Corruption threatens Harare Water

The intended illegal and corrupt redeployment of unskilled council workers to key positions at the Harare Water Department will further cripple water delivery, says Kenias Chivuzhe, president of the Water and Allied Workers Union (WAWUZ).

Kenias Chivuzhe
Kenias Chivuzhe

The Union recently wrote to the Harare City Council indicating that it suspected that the exercise would replace qualified staff acting in key positions with unskilled workers related to top council officials.

Coupled with misallocation of council funds, this would fast collapse water supplies to Zimbabwe’s capital city and its dependent towns.

WAWUZ revealed that plans were at an advanced stage for Harare to assign some unskilled clerical staff as technicians with the Water Department, based on nepotism and without consultation.

“We need to remind your office that if the above exercise is being carried out without consultation, it becomes unfair practice in terms of the labour Act and its illegality would border on sophisticated slavery,” reads a letter written the town clerk by WAWUZ on September 15, 2014.

The City of Harare Human Resources and General Purposes Committee made a resolution on October 29, 2012 that those council employees who had been acting in higher positions for long periods be appointed to the posts.

This was implemented in other departments other than water.

The Water Department document with names of employees deserving to benefit from the Human Resources and General Purposes Committee resolution went missing from the council information system. This rendered some 185 workers acting in key positions subject to reassignment to vacant posts and replaced by those from unrelated departments.

The union has threatened legal action if the deployments go ahead, saying this violated Section 44 of the Constitution.

Council sources said the Water Department would be turned into an independent utility with its own board of directors, handpicked by Zanu (PF), and would receive and account for funding from donors such as the Chinese government, among others.

“The exercise is being fast tracked to enable Zanu (PF) to access funds from the utility well ahead of the December Congress,” said a source privy to the developments. The department has turned into a fat cow following agreements signed with Chinese companies to revive Harare's water supply infrastructure.

The Mayor, Bernard Manyenyeni, confirmed receipt of the letter and said if there were genuine and specific anomalies regarding the deployments, council would look into them.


Once the pictures are set aside, transcribe each line of the data exactly.
*** Begin section ***
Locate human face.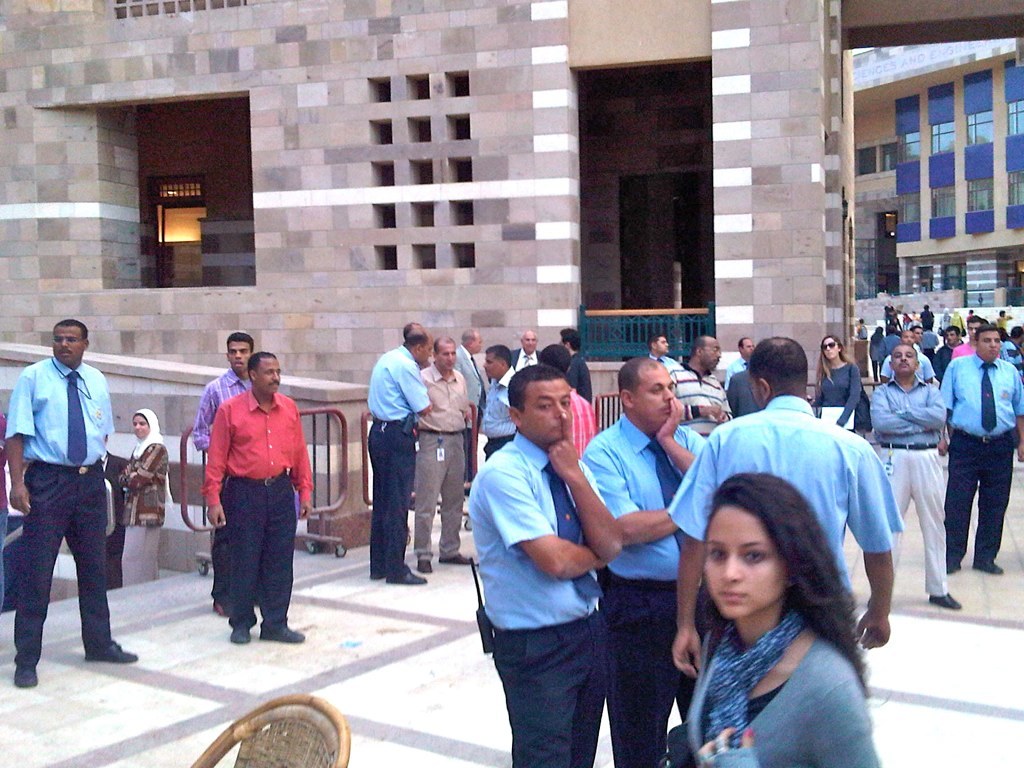
Bounding box: [247, 350, 281, 403].
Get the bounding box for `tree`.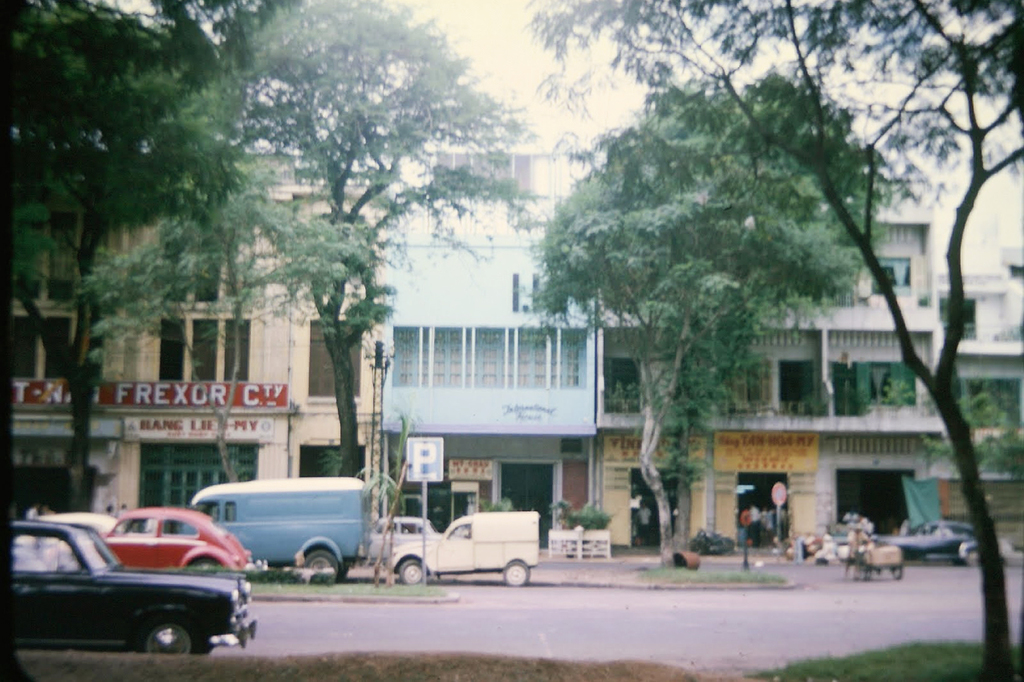
(156, 0, 295, 109).
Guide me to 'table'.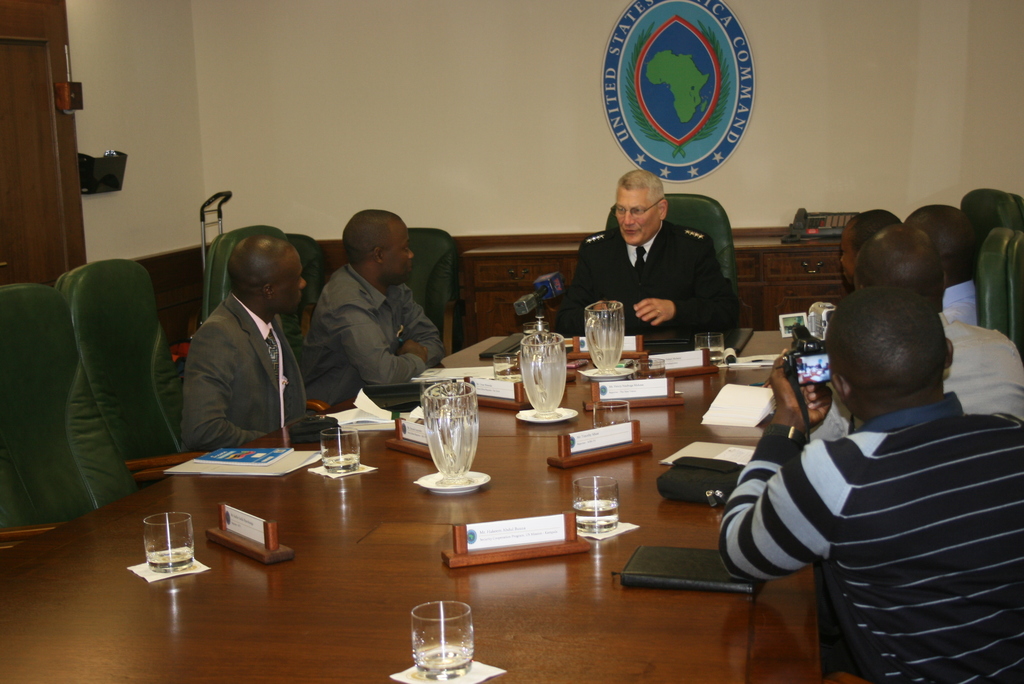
*** End section ***
Answer box:
Locate human face.
Bounding box: [247, 350, 281, 403].
Get the bounding box for `tree`.
(156, 0, 295, 109).
Guide me to 'table'.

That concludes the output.